Eastcastle Street, W1D

Eastcastle Street belongs historically to two freehold estates: the Cavendish–Harley or Portland estate west of Wells Street, and the Berners estate to its east. Some forty years separate the two phases of its development, as the former properties were built up from the 1720s, the latter not until the 1760s. Today that difference counts for little, as all the early buildings have gone.

William Thomas, steward of the Marylebone estate had a difficult job in the 1720s and 1730s. The local streets were being built and he had many issues with their builders. He had further problems with more noble personages in the form of the Duke of Chandos who had to be rebuked about the location of his sewers, as well as about a smelly dunghill on his land north of Cavendish Square.

He wrote of his exasperation with managing the estate and one of his main antagonist was William Long who was extracting gravel north of Oxford Street. Long stubbornly kept his pit going and opposed all development. Only in the late 1730s did the end of Eastcastle Street get laid out over the former gravel works.

On the Cavendish–Harley portion, building started around 1721, scarcely later than at the west end of Castle Street near Cavendish Square. From that date the old Adam and Eve alehouse close to Wells Street and its long garden down to Oxford Street were being cut up and replaced with houses by John Blackman, bricklayer, and others, with houses on both sides of the frontage and smaller ones down the west side of Adam and Eve Court.

Along the north side, where the plot-sizes are still recognisable, building had reached westwards from Wells Street up to the present No. 27 by about 1727. The remaining frontage up to Great Titchfield Street and Oxford Market could not be addressed until a dispute was settled between the Cavendish–Harley authorities and the brewer William Long, whose lease of 1695 covered the land over which this part of Castle Street was to run. That happened in 1737, when Long acquired a new lease and arranged with Francis Tredgold, carpenter, to develop both sides of the street.
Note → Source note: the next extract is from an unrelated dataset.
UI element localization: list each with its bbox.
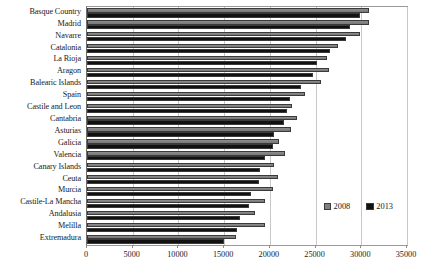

Rocque’s 1740s map suggests that it may have been Long’s and Tredgold’s intention to prolong Winsley Street northwards from Castle Street as far as Margaret Street, but if that was ever considered it was soon abandoned, allowing the northern frontage of the street to join up with the earlier portion.

Entrances to mews or yards gave access to Berners Mews and Castle Court (later united with Wells Mews) on the north side, and to Newman Mews and Castle Mews on the south.

Street directories show a mixed array of trades all along Castle Street East in the 1820s–40s, with tailors and dressmakers represented but far from dominant. One of the largest concerns belonged to William Leader, a coachmaker, who owned two separate premises behind the south side, and in 1822 was in treaty with Marylebone Vestry and the Portland authorities to sell part of his ground for a church site, but like similar initiatives of the time it came to nothing.

There were two pubs on the north side, the White Horse at No. 21 and the Marquis of Granby at 33, and two on the south, the Princess Victoria and the Berwick Arms, at Nos 60 and 69 respectively.32 The Princess Victoria took its name from the Princess’s Theatre, which had been formed in 1835 out of the unsuccessful Queen’s Bazaar behind Oxford Street and included a small hall at the back accessible from Castle Street East. The theatre came to dominate the whole south side block between Winsley Street and Adam and Eve Court.